05 July 2020
According to legend, God appeared to the future king Lalibela, who lived from 1181 to 1221, in a childhood dream. He asked Lalibela to create the image of the heavenly Jerusalem in his birthplace "from a single stone". According to tradition, eleven of the two dozen churches were completed after only 23 years.
This fabulously short construction time, which archaeologists estimate to be at least 120 years, is due to the angels who continued working at night with the exhausted craftsmen' hammers and chisels.
Lalibela is situated at an average altitude of 2,500 meters and has about 9,000 inhabitants. The well-hidden rock churches were built when Romanesque and Gothic churches were growing towards the sky in Europe. At that time, the craftsmen in Lalibela carved their churches from top to bottom into the rust-red tuff of the wild and difficult to access mountainous landscape.
At first, the rough outlines of the church were determined by digging deep trenches, and then the stonemasons hollowed out the exposed block of stone. In all the rock churches, the work probably began at first on the roof. The craftsmen dug deeper and deeper into the rock and, at the same time, carried out the finishing touches. Similarly, the interior, which is much more challenging to work on, was also hollowed out. Before starting the work, every step had to be planned meticulously in advance, since corrections were not possible later.

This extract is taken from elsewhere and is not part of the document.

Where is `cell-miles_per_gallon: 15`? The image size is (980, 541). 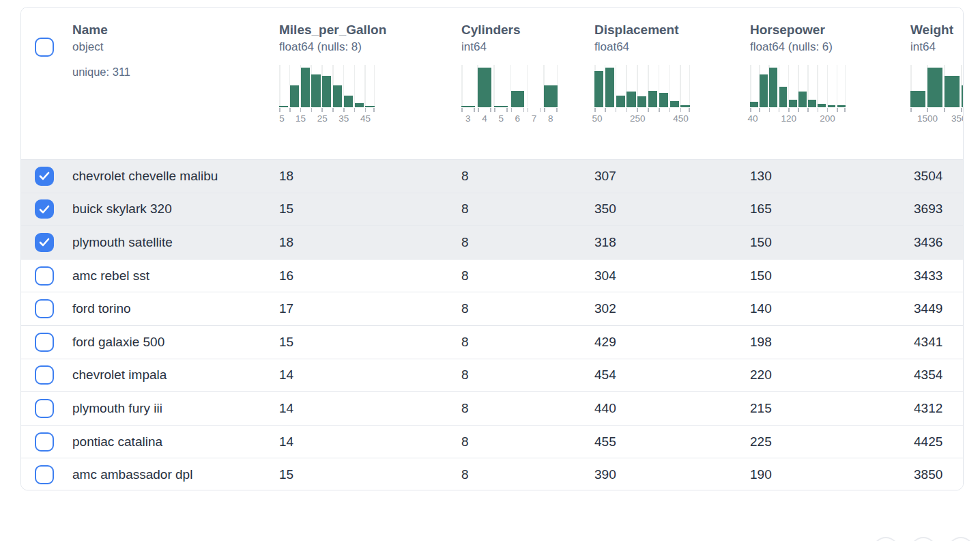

In contrast to Greece and Egypt's rock settlements, "Ethiopia's Heavenly City" is a place of Christian worship that is still alive today. Lalibela survived the fall of the last emperor in 1974, to whom the particular area was directly subordinate, as well as the subsequent murder of the entire higher clergy. Even during the time of the Marxist Derg government, which was dismissed after the end of the civil war in 1991, Lalibela was able to assert itself as a place of pilgrimage.